I stopped using the likes of Play.com long ago when I realised that I could buy near-perfect products from Amazon's third party sellers for pennies plus postage. So long as I don't want the latest releases (I can wait a year or so for used copies - nothing is THAT urgent) I can get something which has probably been played (DVDs) or read (books) only once or twice, and so isn't in any worse condition than it ends up being once I've used it myself.
I make an exception for boxed sets, which don't usually end up much cheaper from third party sellers, but those are usually priced above the £15 limit so presumably include VAT anyway.
Firstly there has to be a first hand market for a second hand market to exist. So the impact would be limited.
Secondly if many more people start buying second hand the prices will rise until they are almost indistinguishable from the prices of the 'new' product. Just look at ebay where second hand goods are bid to within pennies of the RRP and pretty often above what many retailers are asking for new.
I probably wouldn't have bought half the books (DVDs or Blu-ray) that I currently own were it not for the loophole. I can't really be the only person who remembers what the prices were like before Play appeared on the scene. Some people seem to think that prices won't rebound back to those levels now but as much as I'd like to believe that it's just not how the world works.
As for the poster who suggested that no-one buys the physical product any more and that streaming is a viable alternative ... WTF? I didn't go out and buy an expensive 1080p TV to watch crappy quality internet video with bitrates and picture quality that at times are barely better than VHS, let alone DVD or Blu-ray.

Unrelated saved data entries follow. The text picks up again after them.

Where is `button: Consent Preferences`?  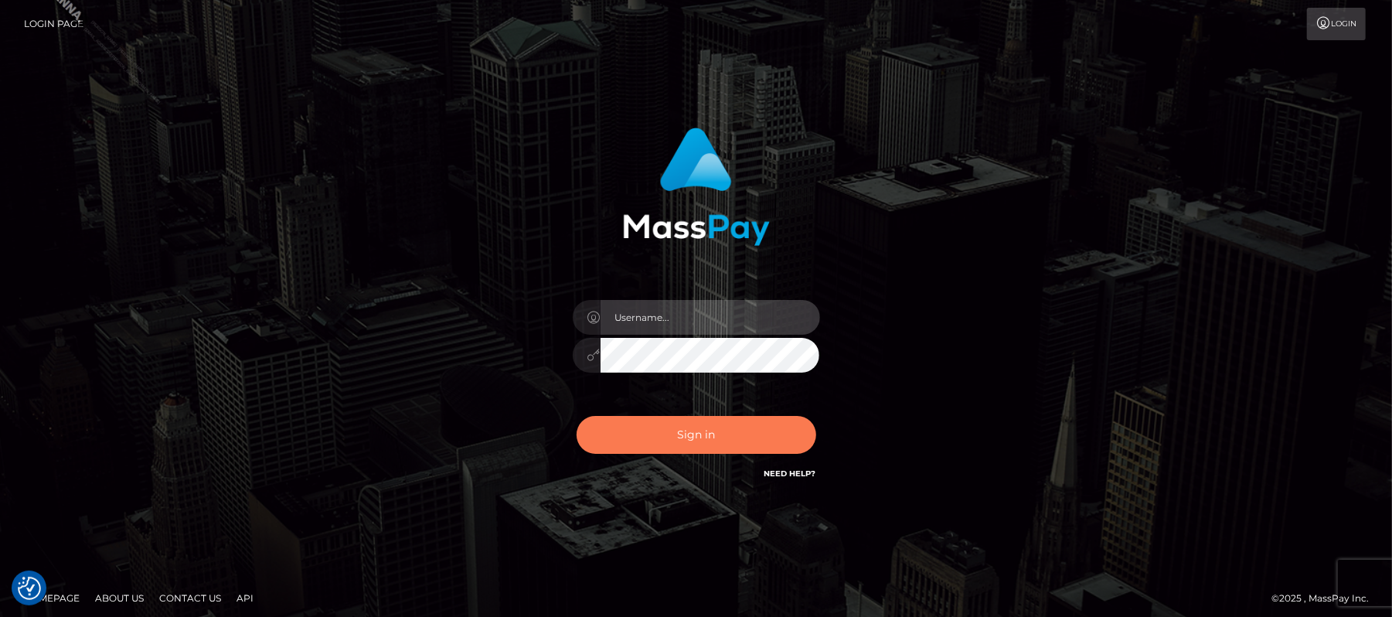
button: Consent Preferences is located at coordinates (29, 588).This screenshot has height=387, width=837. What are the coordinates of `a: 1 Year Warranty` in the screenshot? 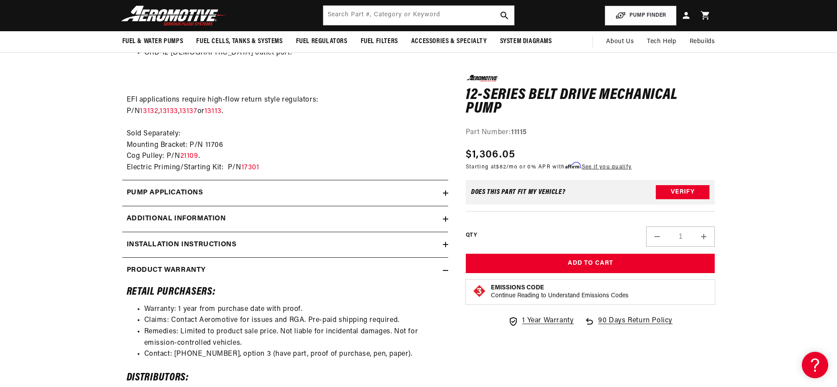 It's located at (541, 321). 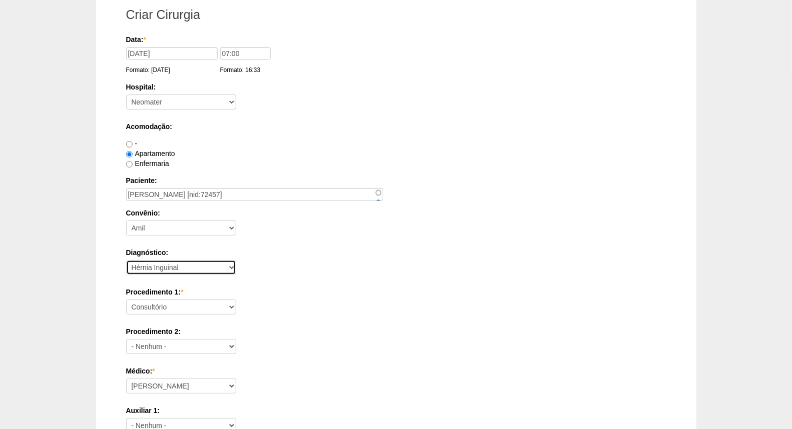 I want to click on label: Diagnóstico:, so click(x=396, y=253).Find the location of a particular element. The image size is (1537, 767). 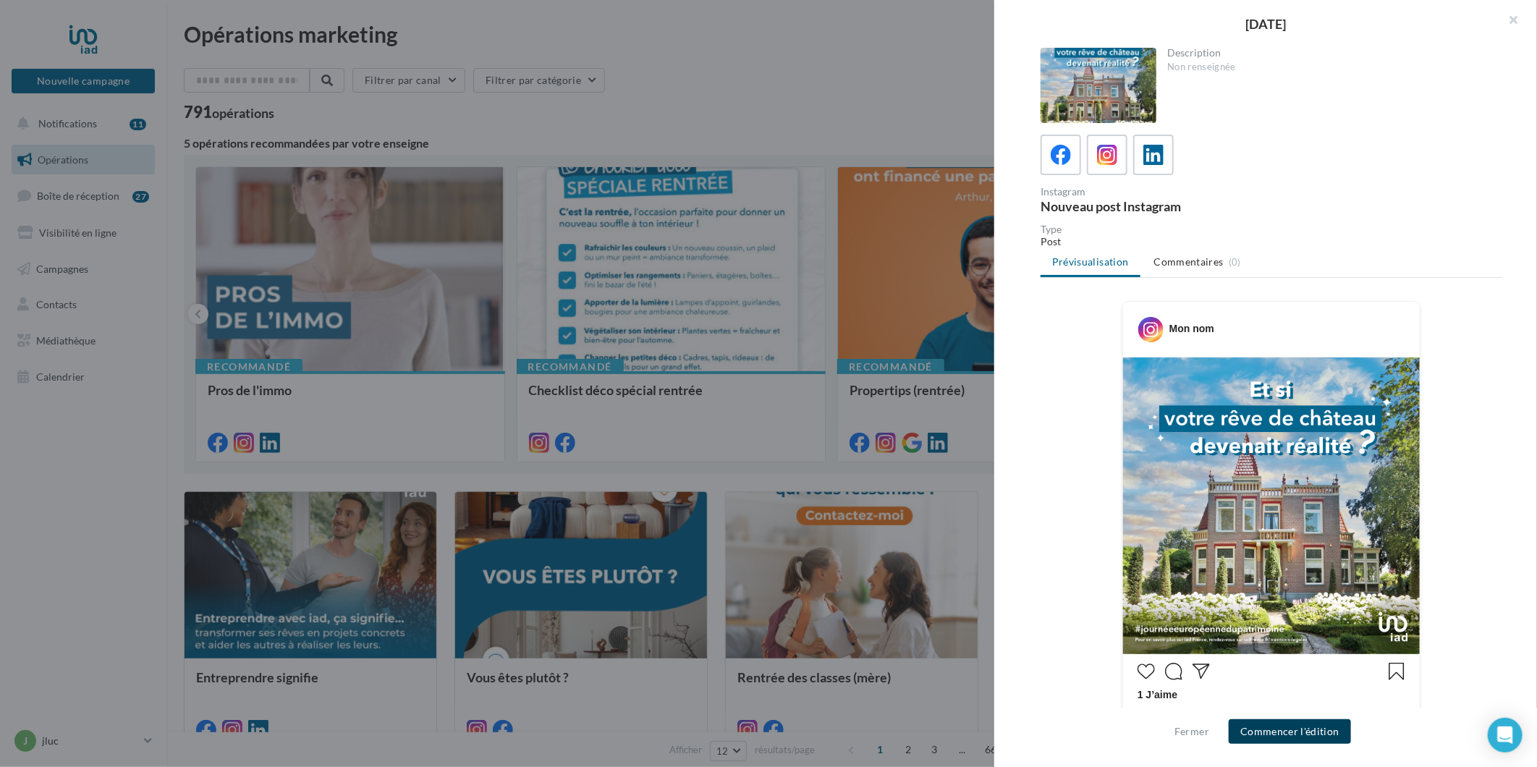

Seriously ...
"I feel sorry for the couple of dozen companies and hundreds of people"
True, but then again, they also displaced a similar number of jobs on the UK mainland due to the loophole.
While I don't feel much sympathy for HMRC generally, I don't think such an import tax-relief scheme is fair to UK based companies. Sure, keep relief for goods *made* in those islands, but for the multi-nationals like Play & Tesco, etc, using it as a dodge?